We stripped the altar at St. George’s Cathedral tonight after the Maundy Thursday eucharist. I carried the cross through the dark church as the clergy and congregation followed to process on to prayers in the Garden of Gethsemane at the bottom of the Mount of Olives. I walked past the Garden of Gethsemane just this past Sunday – Palm Sunday – as we walked with thousands of pilgrims down the Mount of Olives from Bethphage, following Jesus’ triumphal path into Jerusalem. The earth in the garden had been turned, and was dark and rich-looking – heavy with possibility and hope, but still cold.

Tomorrow we observe Good Friday, and unlike the Eastern Orthodox churches, who experience their Holy Week (one week later than ours) with the joy of a faithful people who know the end of the story already, we will fast and pray, even as the impending resurrection of Easter — a dynamic sense of imminence — vibrates in the air.

This incredible, holy incipience hovers in the earth, like grain that sleeps unseen: Love is come again like wheat that springeth green. Now we wait.

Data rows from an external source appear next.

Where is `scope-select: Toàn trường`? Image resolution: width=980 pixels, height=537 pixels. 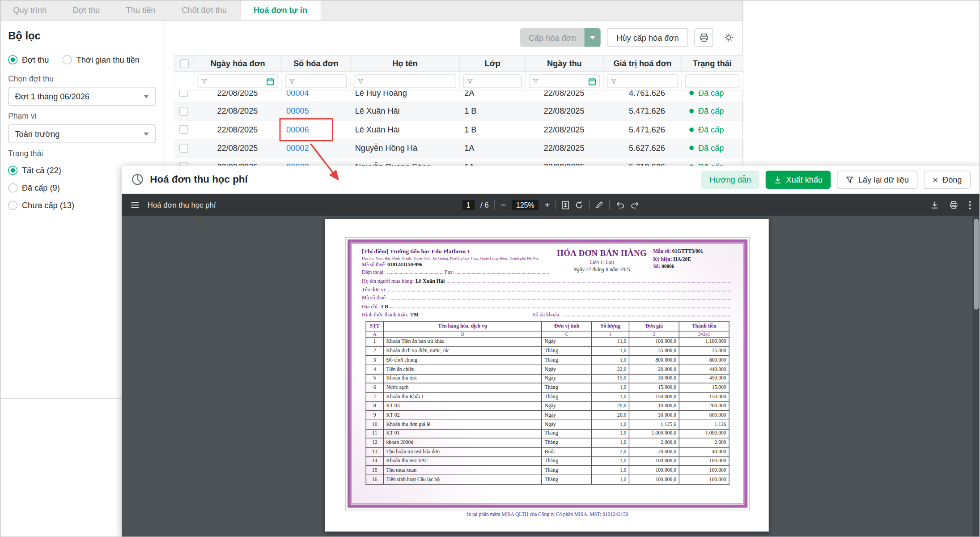
scope-select: Toàn trường is located at coordinates (82, 134).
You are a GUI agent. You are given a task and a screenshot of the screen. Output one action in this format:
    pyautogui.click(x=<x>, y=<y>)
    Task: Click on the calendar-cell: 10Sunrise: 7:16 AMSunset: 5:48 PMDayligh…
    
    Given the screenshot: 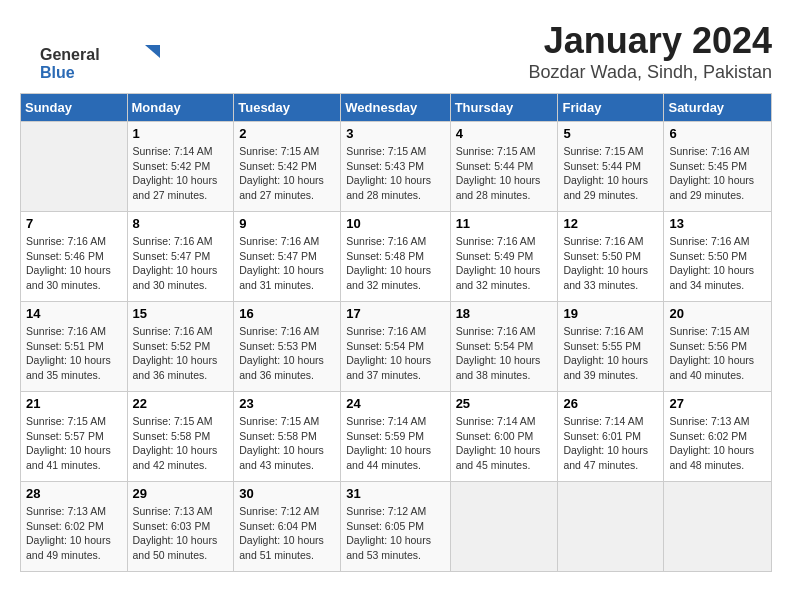 What is the action you would take?
    pyautogui.click(x=396, y=257)
    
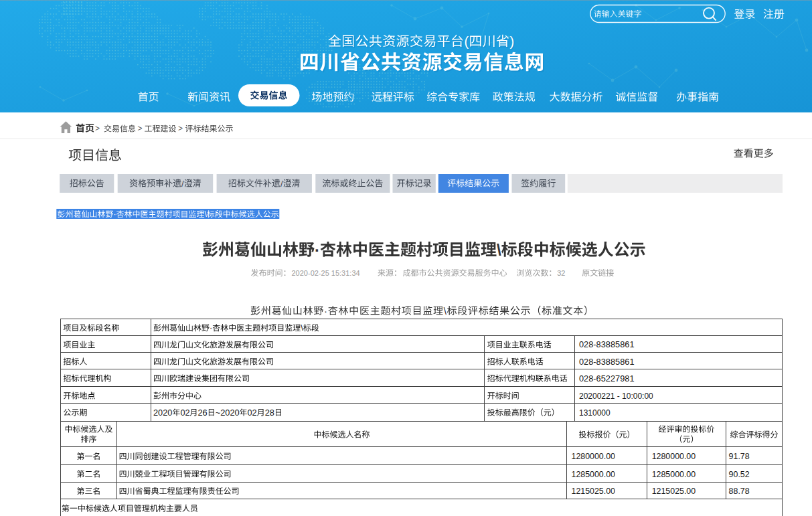 The image size is (812, 516). What do you see at coordinates (163, 412) in the screenshot?
I see `svg-text: 2020` at bounding box center [163, 412].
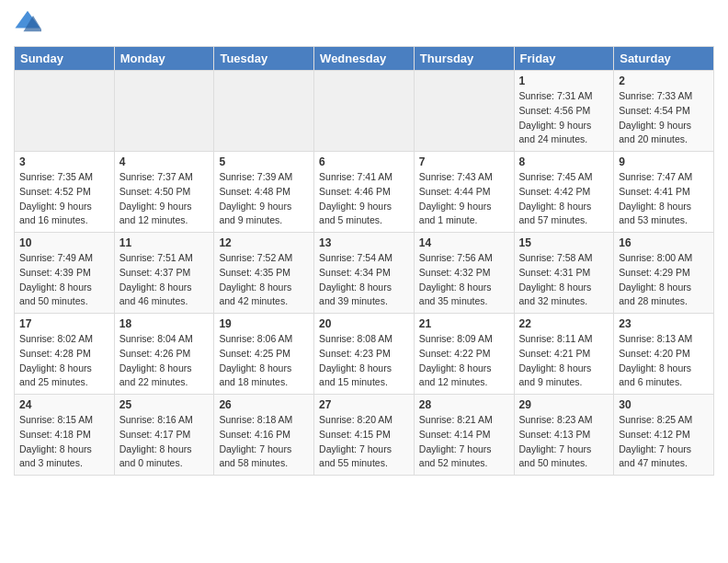 The image size is (728, 563). What do you see at coordinates (364, 442) in the screenshot?
I see `day-info: Sunrise: 8:20 AM Sunset: 4:15 PM Dayligh…` at bounding box center [364, 442].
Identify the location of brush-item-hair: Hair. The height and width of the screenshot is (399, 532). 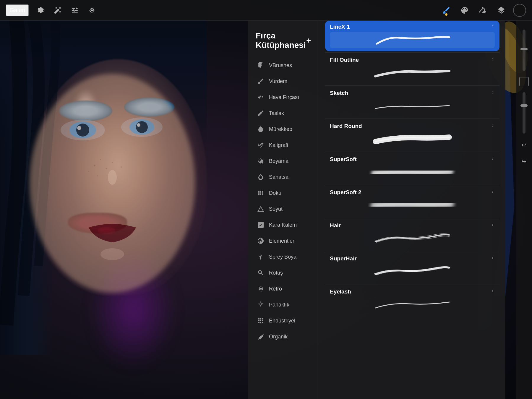
(412, 235).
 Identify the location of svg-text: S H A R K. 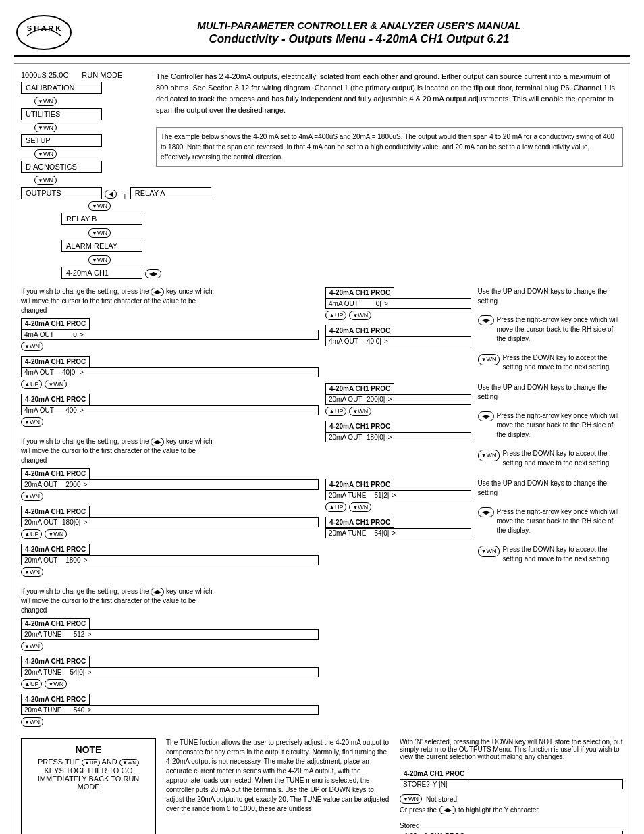
(45, 28).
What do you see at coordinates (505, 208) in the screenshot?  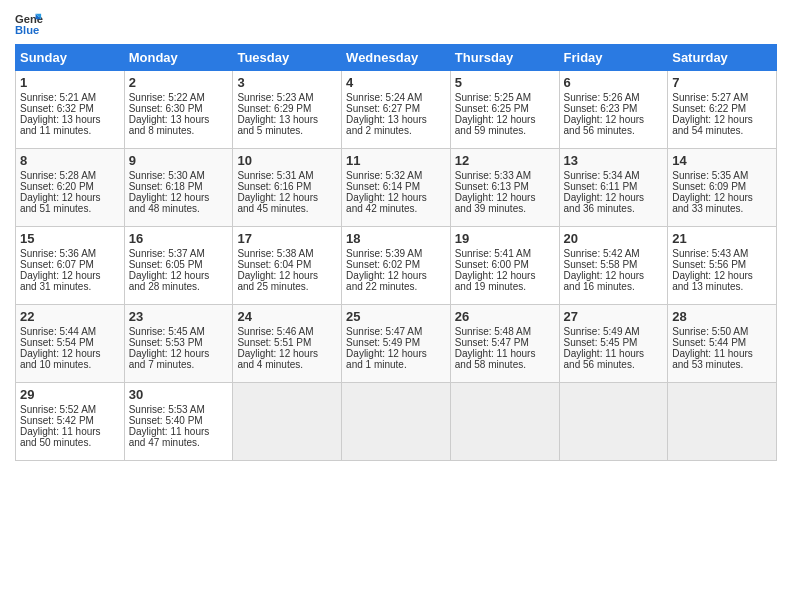 I see `day-info: and 39 minutes.` at bounding box center [505, 208].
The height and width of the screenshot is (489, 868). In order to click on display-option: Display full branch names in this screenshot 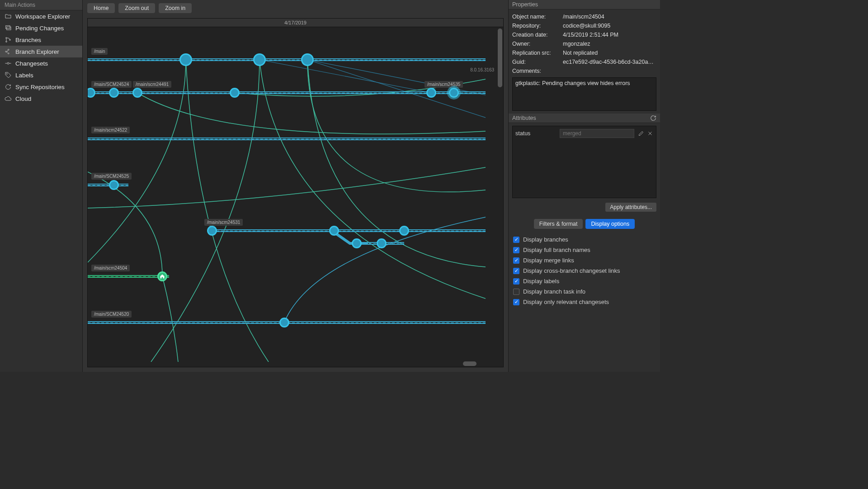, I will do `click(584, 250)`.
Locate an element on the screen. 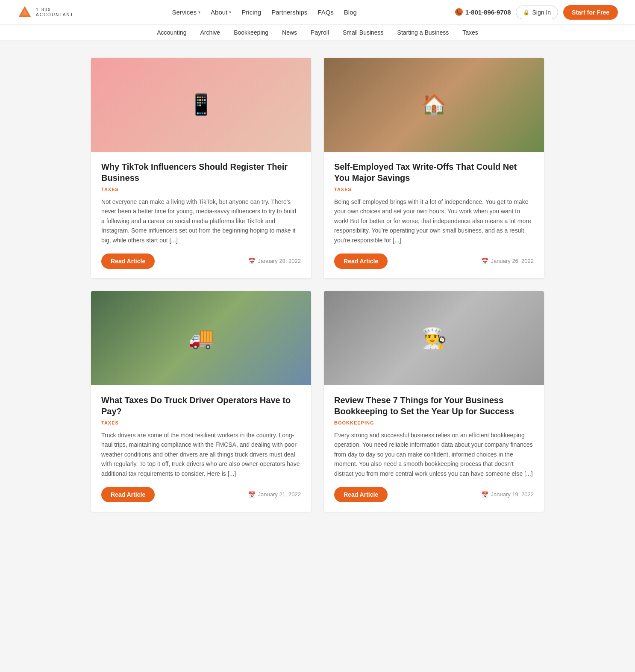 This screenshot has width=635, height=672. article-footer: Read Article 📅 January 19, 2022 is located at coordinates (434, 495).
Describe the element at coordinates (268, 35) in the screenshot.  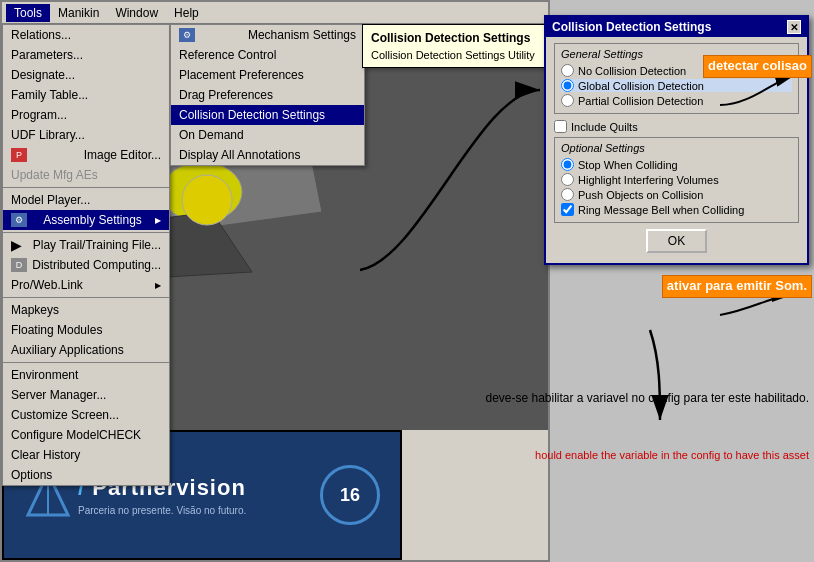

1Now the green blade riseth, from the buried grain,
Wheat that in dark earth many days has lain;
Love lives again, that with the dead has been:
Love is come again like wheat that springeth green.

2 In the grave they laid Him, Love who had been slain,
Thinking that He never would awake again,
Laid in the earth like grain that sleeps unseen: 
Love is come again like wheat that springeth green.

3 Forth He came at Easter, like the risen grain,
Jesus who for three days in the grave had lain;
Quick from the dead the risen One is seen:
Love is come again like wheat that springeth green.

4 When our hearts are wintry, grieving, or in pain,
Jesus’ touch can call us back to life again,
Fields of our hearts that dead and bare have been: 
Love is come again like wheat that springeth green.

3 thoughts on “Now the Green Blade Riseth

  1. Thanks. It reminds me of the holy mystery of the “dewe of Aprille that falleth on the gras.” And, suddenly and inexplicably, then there is life! (I Sing of a Maiden).